Re: The Authoritarianism Is The Point, Part II
"What is noteworthy is not that Trump wants to enhance presidential power — some of us were warning about that issue years ago — but the degree to which Republican elites and voters have wholeheartedly embraced these ideas as well. If he wins again, he will likely do so with GOP majorities in the House and Senate along with a conservative Supreme Court. "
As in Nazi Germany, a sizable fraction of the country want this authoritarianism . And let's call a spade a spade - Fascism. It seems part of the DNA of the USA, from slavery, to the near genocide of the indigenous population. We think we have progressed, but this has simply hidden itself until reemging with permission. Trump is just one cultish figurehead, but there are many others, and it needs to be stamped out so that it crawkls back under the rocks again.
Rogoff: Those "rapidly aging populations," have been "rapidly" aging since the 1980s.

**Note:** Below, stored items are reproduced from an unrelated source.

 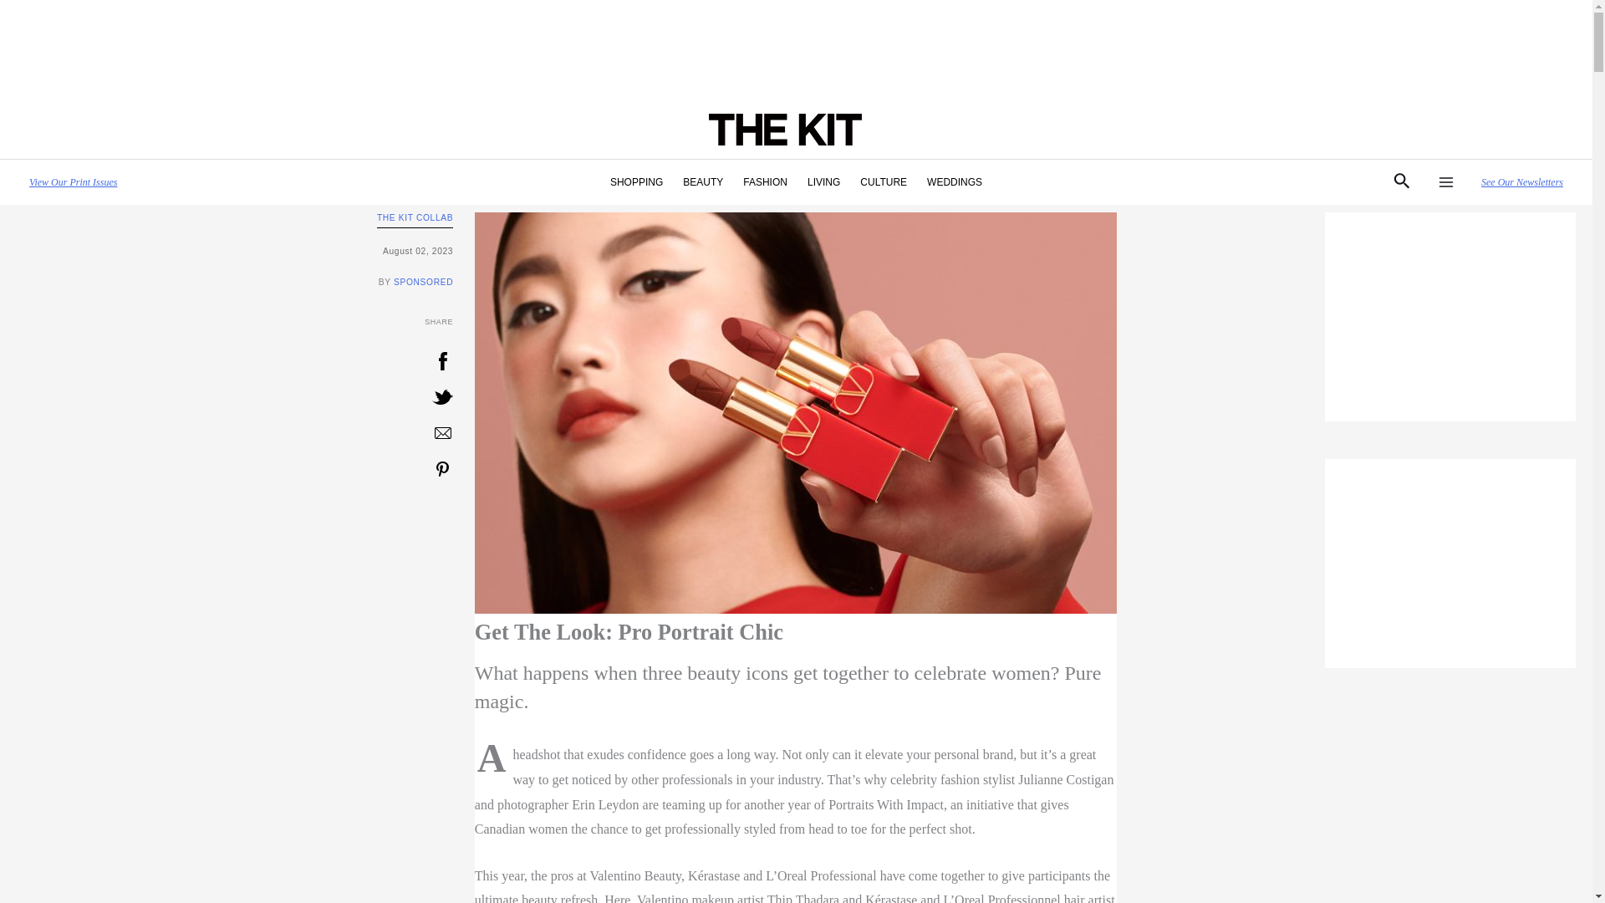 What do you see at coordinates (73, 181) in the screenshot?
I see `View Our Print Issues` at bounding box center [73, 181].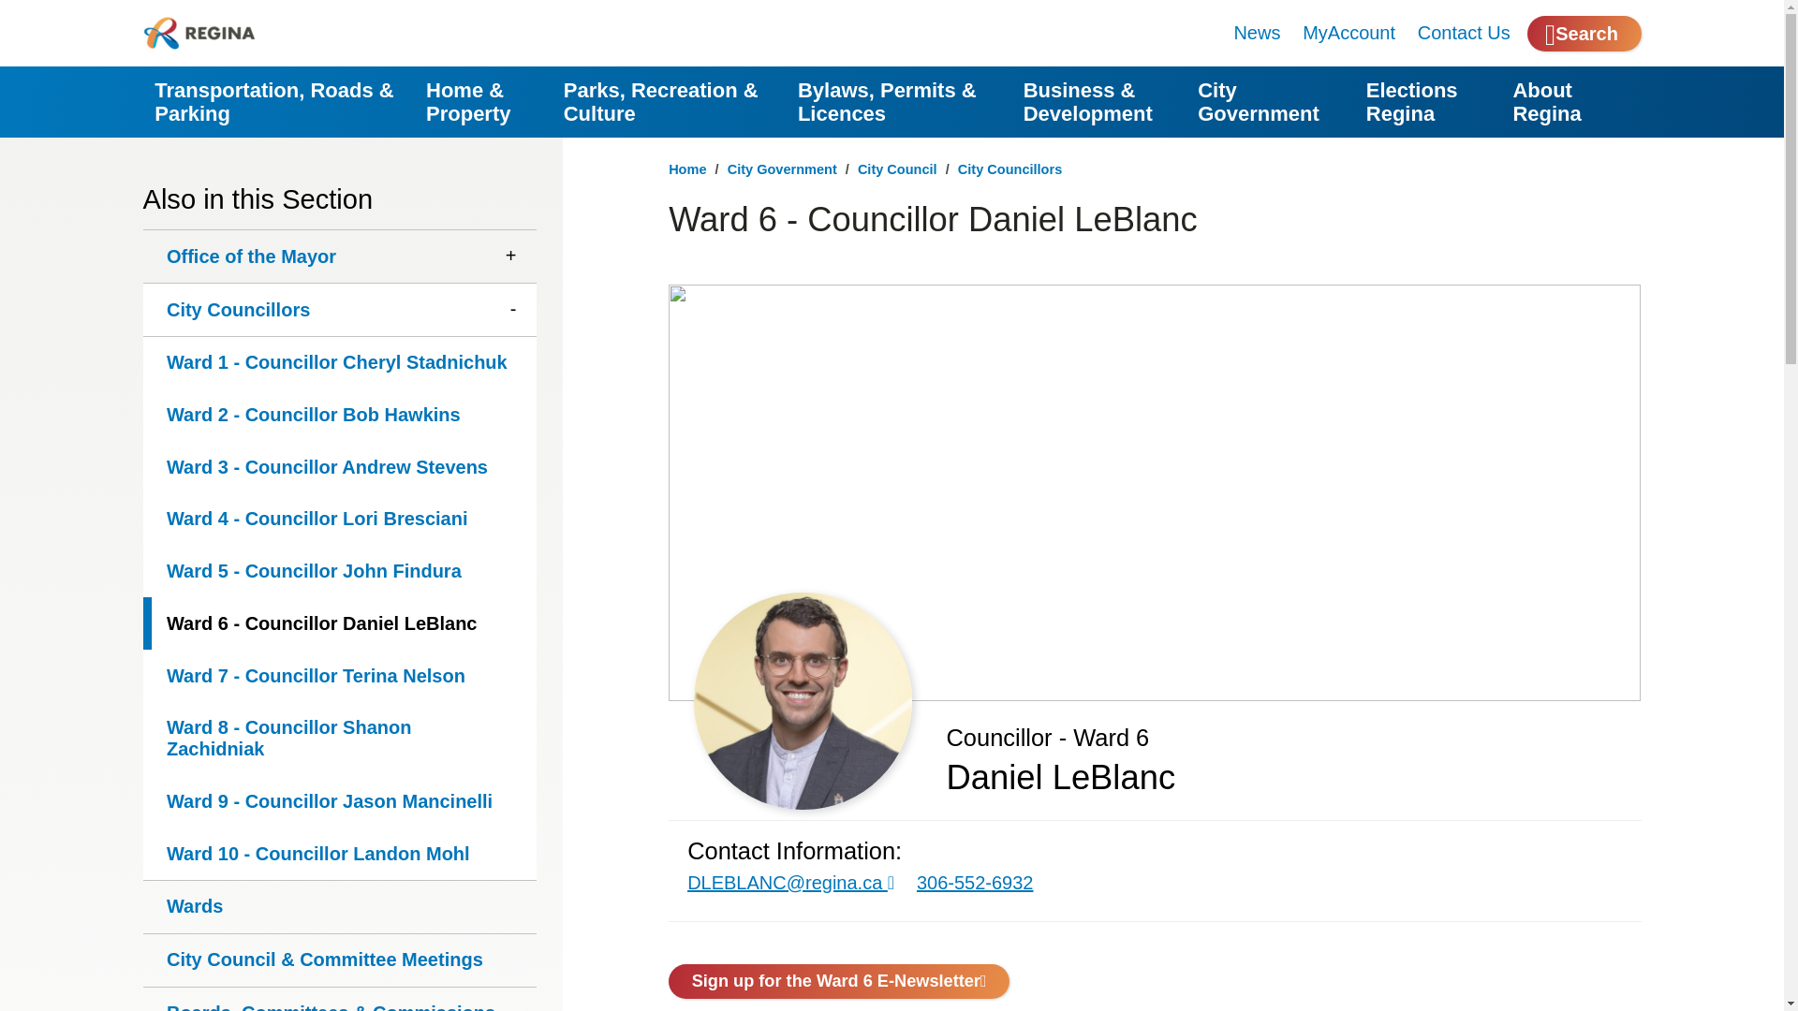 The image size is (1798, 1011). What do you see at coordinates (1427, 101) in the screenshot?
I see `Elections Regina` at bounding box center [1427, 101].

It has become one of those tropes that people throw in no matter what they are arguing - especially when they want to rein in public spending. They were saying the same thing almost a decade ago during the "sovereign deb crisis," which turned out to be the absence of "the lender of the last resort crisis." It all went away after Draghi's "whatever it takes" and that first Securities Market Program. Moreover, population aging was being cited back then for lower interest rates. Now it is supposed to push interest rates up. Go figure.
Look, the population has been aging since at least the late nineteenth century. People may want to study its relationship with economic variables before arguing from both sides of their mouths.